Hungary is set to make $600m (€575m) yearly profit through a tax on Russian oil “at the expense of everyone else in the EU”, a research agency has suggested.
The Hungarian government, which gained an opt-out from an EU embargo on Russian oil, recently introduced a windfall tax of 25% on the difference between Russian crude prices and world prices. A note by the research service Eurointelligence estimated this could net Budapest roughly $600m (£495m) “hidden profit” a year, observing it was “not a bad money spinner for an economy that size”.
Hungary was one of three landlocked countries, including Slovakia and the Czech Republic, to be granted an indefinite exemption from the EU ban on Russian oil imports. After a month of wrangling over its latest Russia sanctions, EU leaders agreed an oil embargo that will cover 90% of Russian imports by the end of the year.
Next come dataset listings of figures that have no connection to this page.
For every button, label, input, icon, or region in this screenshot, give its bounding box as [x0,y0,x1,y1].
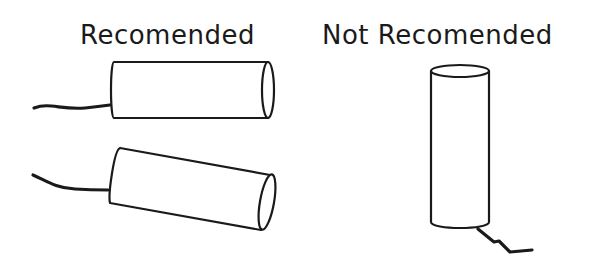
cylinder-top [431,65,489,77]
cable [34,105,110,108]
cylinder-body [111,62,268,118]
cylinder-vertical [431,65,532,252]
cylinder-end [255,173,279,231]
cylinder-body [431,71,489,228]
cylinder-end [262,62,274,118]
cylinder-tilted [33,148,279,231]
cable [478,229,532,252]
cylinder-horizontal [34,62,274,118]
cylinder-body [110,148,270,230]
diagram-canvas [0,0,615,275]
cable [33,175,108,190]
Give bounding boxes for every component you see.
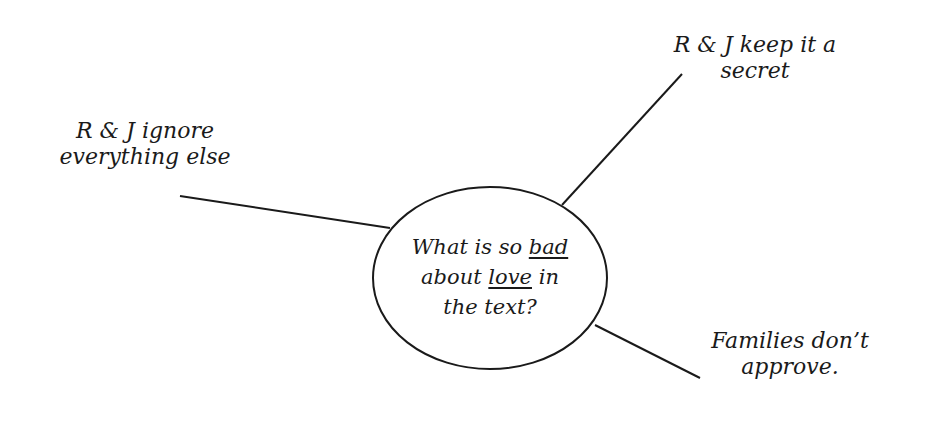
branch-keep-secret: R & J keep it a secret xyxy=(640,32,870,84)
underlined-love: love xyxy=(488,265,532,289)
connector-left xyxy=(180,196,390,228)
central-question: What is so bad about love in the text? xyxy=(373,232,607,322)
central-line-3: the text? xyxy=(373,292,607,322)
connector-top-right xyxy=(562,74,682,205)
underlined-bad: bad xyxy=(529,235,568,259)
central-line-1: What is so bad xyxy=(373,232,607,262)
branch-ignore-everything: R & J ignore everything else xyxy=(30,118,260,170)
branch-families-disapprove: Families don’t approve. xyxy=(675,328,905,380)
central-line-2: about love in xyxy=(373,262,607,292)
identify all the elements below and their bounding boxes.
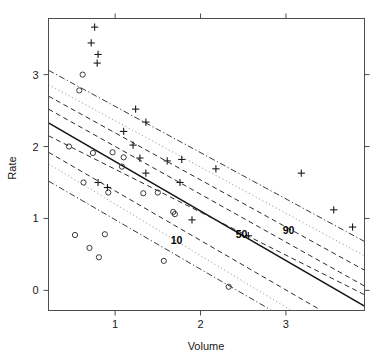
x-tick-label: 2: [197, 318, 203, 330]
y-tick-label: 0: [32, 284, 38, 296]
y-tick-label: 3: [32, 69, 38, 81]
y-tick-label: 1: [32, 212, 38, 224]
scatter-plot-figure: 1230123 105090 Volume Rate: [0, 0, 385, 361]
y-axis-title: Rate: [6, 156, 18, 179]
x-tick-label: 1: [112, 318, 118, 330]
band-label-10: 10: [171, 234, 183, 246]
y-tick-label: 2: [32, 141, 38, 153]
band-label-50: 50: [236, 228, 248, 240]
figure-background: [0, 0, 385, 361]
band-label-90: 90: [283, 224, 295, 236]
x-tick-label: 3: [283, 318, 289, 330]
x-axis-title: Volume: [188, 340, 225, 352]
plot-canvas: 1230123 105090 Volume Rate: [0, 0, 385, 361]
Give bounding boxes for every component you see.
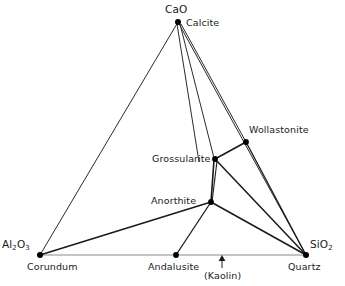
label-anorthite: Anorthite (151, 196, 196, 206)
tieline-cao-grossularite-b (180, 24, 214, 158)
label-al2o3: Al2O3 (2, 239, 30, 252)
node-sio2 (303, 252, 309, 258)
label-grossularite: Grossularite (152, 154, 211, 164)
tieline-grossularite-wollastonite (215, 142, 246, 159)
edge-cao-al2o3 (40, 22, 178, 255)
kaolin-arrow-head (219, 255, 226, 261)
label-corundum: Corundum (27, 262, 78, 272)
label-al2o3-sub2: 3 (25, 244, 30, 252)
label-sio2: SiO2 (310, 239, 333, 252)
label-wollastonite: Wollastonite (249, 125, 309, 135)
tieline-anorthite-al2o3 (40, 202, 211, 255)
tieline-grossularite-sio2 (215, 159, 306, 255)
label-quartz: Quartz (288, 262, 321, 272)
tieline-cao-wollastonite (181, 24, 246, 142)
label-calcite: Calcite (186, 18, 219, 28)
diagram-canvas (0, 0, 345, 286)
label-sio2-a: SiO (310, 238, 328, 250)
tieline-cao-grossularite-a (177, 24, 199, 162)
node-andalusite (173, 252, 179, 258)
ternary-phase-diagram: CaO Calcite Al2O3 Corundum SiO2 Quartz W… (0, 0, 345, 286)
label-al2o3-b: O (17, 238, 25, 250)
label-kaolin: (Kaolin) (204, 271, 241, 281)
node-wollastonite (243, 139, 249, 145)
node-anorthite (208, 199, 214, 205)
label-cao: CaO (165, 4, 187, 15)
node-cao (175, 19, 181, 25)
tieline-anorthite-andalusite (176, 202, 211, 255)
label-andalusite: Andalusite (148, 262, 199, 272)
node-al2o3 (37, 252, 43, 258)
label-sio2-sub1: 2 (328, 244, 333, 252)
label-al2o3-a: Al (2, 238, 12, 250)
node-grossularite (212, 156, 218, 162)
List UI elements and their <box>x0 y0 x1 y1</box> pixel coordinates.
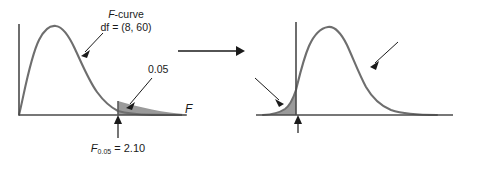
transition-arrow-layer <box>0 0 482 169</box>
f-distribution-figure: F-curve df = (8, 60) 0.05 F F0.05 = 2.10 <box>0 0 482 169</box>
transition-arrow-head <box>236 46 245 56</box>
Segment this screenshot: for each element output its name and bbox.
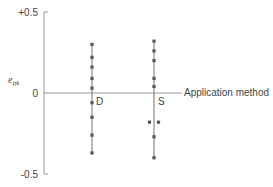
series-S: S <box>148 40 165 160</box>
data-point <box>152 59 155 62</box>
data-point <box>90 134 93 137</box>
data-point <box>148 121 151 124</box>
data-point <box>152 49 155 52</box>
y-axis-label: eijk <box>8 74 20 87</box>
data-point <box>90 56 93 59</box>
data-series: DS <box>90 40 165 160</box>
data-point <box>90 43 93 46</box>
data-point <box>90 65 93 68</box>
data-point <box>90 77 93 80</box>
category-label-S: S <box>158 96 165 107</box>
data-point <box>152 40 155 43</box>
data-point <box>152 135 155 138</box>
series-D: D <box>90 43 103 155</box>
data-point <box>90 116 93 119</box>
data-point <box>90 87 93 90</box>
data-point <box>152 77 155 80</box>
category-label-D: D <box>96 96 103 107</box>
y-axis: +0.5 0 -0.5 eijk <box>8 7 48 180</box>
data-point <box>90 101 93 104</box>
data-point <box>152 156 155 159</box>
y-tick-bottom: -0.5 <box>21 169 39 180</box>
x-axis-label: Application method <box>184 87 269 98</box>
y-tick-zero: 0 <box>32 88 38 99</box>
x-axis: Application method <box>44 87 269 98</box>
residual-dot-plot: +0.5 0 -0.5 eijk Application method DS <box>0 0 273 187</box>
data-point <box>90 151 93 154</box>
y-tick-top: +0.5 <box>18 7 38 18</box>
data-point <box>157 121 160 124</box>
data-point <box>152 85 155 88</box>
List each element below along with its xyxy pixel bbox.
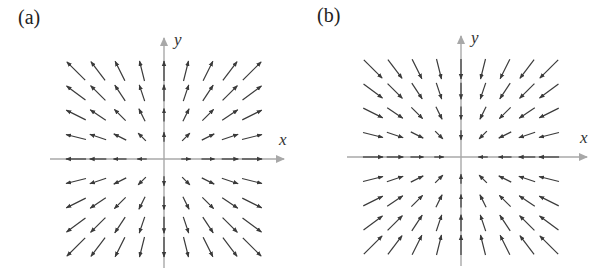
vector-arrow bbox=[540, 84, 559, 98]
vector-arrow bbox=[387, 176, 403, 181]
vector-arrow bbox=[437, 235, 442, 255]
vector-arrow bbox=[222, 110, 238, 120]
vector-arrow bbox=[222, 134, 238, 139]
vector-arrow bbox=[243, 86, 262, 100]
vector-arrow bbox=[203, 217, 213, 233]
vector-arrow bbox=[479, 175, 487, 183]
vector-arrow bbox=[387, 108, 403, 118]
vector-arrow bbox=[363, 133, 383, 138]
vector-arrow bbox=[519, 196, 535, 206]
vector-arrow bbox=[67, 86, 86, 100]
vector-arrow bbox=[412, 215, 422, 231]
vector-arrow bbox=[480, 83, 485, 99]
vector-arrow bbox=[363, 108, 383, 118]
vector-arrow bbox=[67, 62, 85, 80]
vector-arrow bbox=[519, 176, 535, 181]
vector-arrow bbox=[412, 83, 422, 99]
vector-arrow bbox=[520, 236, 534, 255]
vector-arrow bbox=[243, 218, 262, 232]
vector-arrow bbox=[481, 59, 486, 79]
vector-arrow bbox=[223, 62, 237, 81]
vector-arrow bbox=[520, 84, 535, 99]
vector-arrow bbox=[388, 236, 402, 255]
vector-arrow bbox=[520, 216, 535, 231]
vector-arrow bbox=[479, 131, 487, 139]
vector-arrow bbox=[499, 132, 511, 138]
vector-arrow bbox=[67, 218, 86, 232]
vector-arrow bbox=[499, 195, 510, 206]
vector-arrow bbox=[480, 107, 486, 119]
vector-arrow bbox=[435, 175, 443, 183]
panel-b-plot bbox=[347, 36, 587, 266]
vector-arrow bbox=[183, 85, 188, 101]
vector-arrow bbox=[91, 62, 105, 81]
vector-arrow bbox=[436, 215, 441, 231]
vector-arrow bbox=[114, 109, 125, 120]
vector-arrow bbox=[412, 59, 422, 79]
vector-arrow bbox=[242, 179, 262, 184]
vector-arrow bbox=[411, 195, 422, 206]
vector-arrow bbox=[184, 61, 189, 81]
vector-arrow bbox=[139, 217, 144, 233]
vector-arrow bbox=[540, 236, 558, 254]
vector-arrow bbox=[539, 133, 559, 138]
vector-arrow bbox=[183, 197, 189, 209]
vector-arrow bbox=[140, 61, 145, 81]
vector-arrow bbox=[500, 83, 510, 99]
vector-arrow bbox=[223, 86, 238, 101]
vector-arrow bbox=[114, 134, 126, 140]
vector-arrow bbox=[435, 131, 443, 139]
vector-arrow bbox=[202, 178, 214, 184]
vector-arrow bbox=[66, 110, 86, 120]
vector-arrow bbox=[411, 176, 423, 182]
vector-arrow bbox=[115, 217, 125, 233]
vector-arrow bbox=[67, 238, 85, 256]
vector-arrow bbox=[363, 196, 383, 206]
vector-arrow bbox=[138, 133, 146, 141]
vector-arrow bbox=[519, 132, 535, 137]
vector-arrow bbox=[203, 61, 213, 81]
panel-a-plot bbox=[50, 38, 284, 268]
vector-arrow bbox=[520, 60, 534, 79]
vector-arrow bbox=[242, 135, 262, 140]
vector-arrow bbox=[364, 216, 383, 230]
vector-arrow bbox=[140, 237, 145, 257]
vector-arrow bbox=[539, 196, 559, 206]
vector-arrow bbox=[182, 177, 190, 185]
vector-arrow bbox=[183, 217, 188, 233]
vector-arrow bbox=[242, 110, 262, 120]
vector-arrow bbox=[436, 107, 442, 119]
vector-arrow bbox=[184, 237, 189, 257]
vector-arrow bbox=[412, 235, 422, 255]
vector-arrow bbox=[363, 177, 383, 182]
vector-arrow bbox=[114, 178, 126, 184]
vector-arrow bbox=[499, 176, 511, 182]
vector-arrow bbox=[500, 59, 510, 79]
vector-arrow bbox=[91, 218, 106, 233]
vector-arrow bbox=[203, 237, 213, 257]
vector-arrow bbox=[202, 197, 213, 208]
vector-arrow bbox=[115, 61, 125, 81]
vector-arrow bbox=[243, 238, 261, 256]
vector-arrow bbox=[66, 198, 86, 208]
vector-arrow bbox=[387, 196, 403, 206]
vector-arrow bbox=[411, 107, 422, 118]
vector-arrow bbox=[540, 216, 559, 230]
vector-arrow bbox=[388, 84, 403, 99]
vector-arrow bbox=[90, 178, 106, 183]
vector-arrow bbox=[387, 132, 403, 137]
vector-arrow bbox=[436, 83, 441, 99]
vector-arrow bbox=[500, 235, 510, 255]
vector-arrow bbox=[203, 85, 213, 101]
vector-arrow bbox=[66, 135, 86, 140]
vector-arrow bbox=[223, 218, 238, 233]
vector-arrow bbox=[202, 134, 214, 140]
vector-arrow bbox=[243, 62, 261, 80]
vector-arrow bbox=[202, 109, 213, 120]
vector-arrow bbox=[499, 107, 510, 118]
vector-arrow bbox=[500, 215, 510, 231]
vector-arrow bbox=[364, 84, 383, 98]
vector-arrow bbox=[539, 108, 559, 118]
vector-arrow bbox=[223, 238, 237, 257]
vector-arrow bbox=[139, 85, 144, 101]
They promised to reach a deal to complete the embargo “as soon as possible” without setting any dates.
The Eurointelligence analysis suggests Hungary’s prime minister Viktor Orbán has little incentive to join the EU ban on Russian oil imports. “For Orbán, keeping pipeline imports but embargoing everything else is the best of both worlds,” the agency wrote. “His government can benefit from both higher oil prices and continued shipments of Russian crude by pocketing some of the proceeds, at the expense of everyone else in the EU. What reason could he have to back down on this?”
Jack Smith, a Eurointelligence analyst, said based on an “admittedly high-end assumption” about the global benchmark price of Brent crude, Hungary could make a potential $600m a year, which would go “some of the way” to covering its growing budget deficit.